Efficacy & Safety of Oral Adjuvants to Phototherapy in Neonatal Hyperbilirubinemia (NCT06517862) | Clinical Trial Compass
RecruitingPhase 4
Efficacy & Safety of Oral Adjuvants to Phototherapy in Neonatal Hyperbilirubinemia
Egypt80 participantsStarted 2024-09-01
Plain-language summary
Neonatal jaundice, or neonatal hyperbilirubinemia, is a common medical issue in the first two weeks of life, causing prolonged hospitalization and readmissions. It results from elevated total serum bilirubin (TSB) and is manifested as yellowish discoloration of the skin, sclera, and mucous membrane. Clinical jaundice appears in about 60% of term neonates and 80% of preterm infants within the first week of life. Pathologic hyperbilirubinemia occurs when bilirubin levels increase by more than 5 mg/dL/day or 0.2 mg/dL/hour, or when jaundice lasts longer than two to three weeks in full-term infants. In preterm infants, unconjugated hyperbilirubinemia is of particular concern due to their permeable blood-brain barrier and underdeveloped brain. Phototherapy is widely used to reduce or prevent the rise of serum unconjugated bilirubin levels and reduce the need for exchange transfusions. However, phototherapy has both immediate and long-term side effects, and it can only decrease accumulated UCB but does not prevent its accumulation. There is a growing potential to explore novel adjuvant treatments to increase bilirubin clearance, decrease phototherapy duration, and decrease exchange transfusion rate.
Who can participate
Age range
1 Day – 1 Month
Sex
ALL
See this in plain English?
AI-rewrites the medical criteria so a patient or caregiver can understand them. Always confirm with the trial site.
Inclusion Criteria:
* neonates with both genders
* neonates with gestational age ≥ 32 weeks
* neonates who can tolerate enteral feeding
* diagnosed with unconjugated non-hemolytic hyperbilirubinemia
* Phototherapy is required within the first week of life.
Exclusion Criteria:
* Neonates with seizures, hydrops fetalis, hypoxic-ischemic encephalopathy, or major congenital anomalies
* Neonates who have had an exchange transfusion within 24 hours
* neonates have evidence of hemolytic causes of jaundice (e.g., ABO and RH
* incompatibility, glucose 6-phosphate dehydrogenase deficiency)
* neonates who have reported hypersensitivity to zinc sulfate or ursodeoxycholic acid.
Questions worth asking your doctor
Bring these to your next appointment. They're a starting point for a shared conversation — not a sign you qualify or a recommendation to enrol.
1Based on my diagnosis and history, is this trial worth exploring for me — or is there a standard treatment we should try first?
2What does this trial's phase tell us about how much is already known about its safety and benefit?
3What would taking part actually involve for me — visits, tests, time, and travel?
4What are the known and possible risks or side effects I should weigh, and how would they be monitored?
5If this trial isn't the right fit, what other options or trials would you suggest I look into?
Generated to help you prepare — always confirm anything about your own eligibility and care with the study team and your doctor.
Questions for the trial coordinator
The trial coordinator is the person who runs the study day to day. These cover the practical side — logistics, costs, and what taking part would actually mean for your life. The study team confirms whether you meet the criteria; these are questions to ask, not a sign you qualify.
1What does taking part actually involve week to week — how many visits, where, and how long does each one take?
2What costs are covered by the study, and what might I have to pay for myself, including travel, parking, or time off work?
3What happens during screening, and what happens if the study team confirms I don't meet the criteria after those tests?
4Who pays for the scans, blood work, and other tests the trial requires — the study, my insurance, or me?
5How will being in the trial affect my regular care, and will my own doctor stay informed and involved?
6Can I leave the trial at any point if I change my mind, and what would happen to my care if I do?
A starting point for the conversation — always confirm anything about your own eligibility, costs, and care with the study team and your doctor.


WORK TASK -> The answer is to be an exact copy of the lines below running from the line with "What elements are" down to the line with "For every button, label, input, icon, or", both ends included, and nothing more.

** DATA RECORDS follows **

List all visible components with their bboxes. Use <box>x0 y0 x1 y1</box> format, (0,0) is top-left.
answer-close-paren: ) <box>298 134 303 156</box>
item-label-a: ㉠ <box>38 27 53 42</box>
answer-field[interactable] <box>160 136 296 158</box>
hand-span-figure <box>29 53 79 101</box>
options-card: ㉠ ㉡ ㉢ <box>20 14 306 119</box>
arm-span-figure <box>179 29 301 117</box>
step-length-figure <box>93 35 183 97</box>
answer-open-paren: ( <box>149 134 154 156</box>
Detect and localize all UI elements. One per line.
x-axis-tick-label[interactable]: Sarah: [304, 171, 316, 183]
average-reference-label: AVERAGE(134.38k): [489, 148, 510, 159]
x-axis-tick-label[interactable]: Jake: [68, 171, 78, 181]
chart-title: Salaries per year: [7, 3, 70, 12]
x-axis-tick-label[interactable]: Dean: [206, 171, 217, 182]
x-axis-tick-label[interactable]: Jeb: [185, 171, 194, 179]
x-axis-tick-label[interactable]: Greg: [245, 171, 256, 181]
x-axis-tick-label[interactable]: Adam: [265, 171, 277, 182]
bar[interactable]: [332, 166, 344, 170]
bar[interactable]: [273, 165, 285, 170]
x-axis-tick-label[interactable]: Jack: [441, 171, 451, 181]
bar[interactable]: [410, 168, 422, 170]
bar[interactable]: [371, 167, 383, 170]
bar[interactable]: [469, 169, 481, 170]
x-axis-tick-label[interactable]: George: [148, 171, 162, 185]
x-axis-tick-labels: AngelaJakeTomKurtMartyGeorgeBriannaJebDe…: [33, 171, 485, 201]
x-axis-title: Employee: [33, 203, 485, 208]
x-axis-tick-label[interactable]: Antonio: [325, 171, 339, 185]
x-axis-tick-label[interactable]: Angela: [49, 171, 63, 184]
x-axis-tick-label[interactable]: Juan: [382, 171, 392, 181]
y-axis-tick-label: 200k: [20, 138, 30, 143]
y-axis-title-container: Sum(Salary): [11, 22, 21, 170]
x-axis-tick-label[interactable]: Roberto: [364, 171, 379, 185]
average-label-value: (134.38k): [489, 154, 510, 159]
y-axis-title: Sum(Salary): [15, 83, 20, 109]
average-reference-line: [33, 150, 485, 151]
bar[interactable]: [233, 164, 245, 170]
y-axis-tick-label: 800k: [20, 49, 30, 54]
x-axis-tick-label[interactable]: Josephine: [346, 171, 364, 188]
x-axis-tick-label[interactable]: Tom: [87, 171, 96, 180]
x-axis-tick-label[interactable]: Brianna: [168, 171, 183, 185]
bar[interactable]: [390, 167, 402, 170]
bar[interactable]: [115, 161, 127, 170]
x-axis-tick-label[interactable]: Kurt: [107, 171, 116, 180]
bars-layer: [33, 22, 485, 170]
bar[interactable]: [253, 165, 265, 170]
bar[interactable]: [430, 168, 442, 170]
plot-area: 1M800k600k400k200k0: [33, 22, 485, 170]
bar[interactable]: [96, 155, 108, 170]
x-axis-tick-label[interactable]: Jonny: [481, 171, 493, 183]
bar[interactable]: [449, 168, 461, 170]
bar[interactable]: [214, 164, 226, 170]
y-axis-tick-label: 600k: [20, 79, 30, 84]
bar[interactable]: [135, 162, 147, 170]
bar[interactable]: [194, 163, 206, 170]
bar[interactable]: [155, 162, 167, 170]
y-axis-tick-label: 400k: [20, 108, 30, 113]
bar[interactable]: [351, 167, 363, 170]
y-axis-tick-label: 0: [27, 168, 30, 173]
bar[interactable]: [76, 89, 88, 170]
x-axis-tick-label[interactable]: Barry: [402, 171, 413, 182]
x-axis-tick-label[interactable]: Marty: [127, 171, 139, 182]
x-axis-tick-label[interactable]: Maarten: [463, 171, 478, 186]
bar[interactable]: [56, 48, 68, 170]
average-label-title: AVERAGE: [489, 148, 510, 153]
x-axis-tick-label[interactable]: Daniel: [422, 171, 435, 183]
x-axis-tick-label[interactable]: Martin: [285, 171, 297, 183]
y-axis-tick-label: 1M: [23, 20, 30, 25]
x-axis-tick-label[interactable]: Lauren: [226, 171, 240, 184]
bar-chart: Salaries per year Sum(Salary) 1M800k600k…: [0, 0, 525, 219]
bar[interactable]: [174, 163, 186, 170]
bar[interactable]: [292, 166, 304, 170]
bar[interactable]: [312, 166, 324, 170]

** End of DATA RECORDS **
** DATA RECORDS follows **

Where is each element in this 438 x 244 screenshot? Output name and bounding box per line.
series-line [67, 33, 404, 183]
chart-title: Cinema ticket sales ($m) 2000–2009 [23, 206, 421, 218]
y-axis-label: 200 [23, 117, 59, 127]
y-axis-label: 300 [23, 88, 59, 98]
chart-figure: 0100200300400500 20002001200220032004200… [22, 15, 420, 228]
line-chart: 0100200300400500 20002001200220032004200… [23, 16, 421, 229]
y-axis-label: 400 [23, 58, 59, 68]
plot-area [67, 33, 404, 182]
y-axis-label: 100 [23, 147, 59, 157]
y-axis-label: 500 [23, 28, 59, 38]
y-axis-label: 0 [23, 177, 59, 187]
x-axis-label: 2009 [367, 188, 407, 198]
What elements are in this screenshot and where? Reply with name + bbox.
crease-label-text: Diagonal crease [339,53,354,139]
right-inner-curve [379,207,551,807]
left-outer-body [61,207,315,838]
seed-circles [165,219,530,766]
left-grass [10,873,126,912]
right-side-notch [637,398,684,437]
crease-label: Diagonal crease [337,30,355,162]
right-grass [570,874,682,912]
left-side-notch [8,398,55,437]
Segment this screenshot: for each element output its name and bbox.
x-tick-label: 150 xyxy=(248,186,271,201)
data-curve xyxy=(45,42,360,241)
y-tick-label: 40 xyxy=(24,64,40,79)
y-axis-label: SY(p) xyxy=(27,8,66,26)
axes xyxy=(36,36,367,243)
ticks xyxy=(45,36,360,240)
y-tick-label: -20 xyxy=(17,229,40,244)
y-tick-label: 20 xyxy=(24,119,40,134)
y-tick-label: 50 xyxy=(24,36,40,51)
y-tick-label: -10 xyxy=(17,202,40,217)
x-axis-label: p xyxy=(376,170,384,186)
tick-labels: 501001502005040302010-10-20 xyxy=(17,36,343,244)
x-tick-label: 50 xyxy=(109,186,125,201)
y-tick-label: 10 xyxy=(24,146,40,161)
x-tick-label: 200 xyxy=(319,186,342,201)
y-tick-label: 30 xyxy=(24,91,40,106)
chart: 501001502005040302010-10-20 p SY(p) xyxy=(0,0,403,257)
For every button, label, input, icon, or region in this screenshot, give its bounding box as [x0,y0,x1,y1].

** End of DATA RECORDS **

WRITTEN RESPONSE ->
What elements are in this screenshot and where? Reply with name + bbox.
crease-label-text: Diagonal crease [339,53,354,139]
right-inner-curve [379,207,551,807]
left-outer-body [61,207,315,838]
seed-circles [165,219,530,766]
left-grass [10,873,126,912]
right-side-notch [637,398,684,437]
crease-label: Diagonal crease [337,30,355,162]
right-grass [570,874,682,912]
left-side-notch [8,398,55,437]
Segment this screenshot: for each element output its name and bbox.
x-tick-label: 150 xyxy=(248,186,271,201)
data-curve xyxy=(45,42,360,241)
y-tick-label: 40 xyxy=(24,64,40,79)
y-axis-label: SY(p) xyxy=(27,8,66,26)
axes xyxy=(36,36,367,243)
ticks xyxy=(45,36,360,240)
y-tick-label: -20 xyxy=(17,229,40,244)
y-tick-label: 20 xyxy=(24,119,40,134)
y-tick-label: 50 xyxy=(24,36,40,51)
y-tick-label: -10 xyxy=(17,202,40,217)
x-axis-label: p xyxy=(376,170,384,186)
tick-labels: 501001502005040302010-10-20 xyxy=(17,36,343,244)
x-tick-label: 50 xyxy=(109,186,125,201)
y-tick-label: 10 xyxy=(24,146,40,161)
x-tick-label: 200 xyxy=(319,186,342,201)
y-tick-label: 30 xyxy=(24,91,40,106)
chart: 501001502005040302010-10-20 p SY(p) xyxy=(0,0,403,257)
For every button, label, input, icon, or region in this screenshot, give its bounding box as [x0,y0,x1,y1].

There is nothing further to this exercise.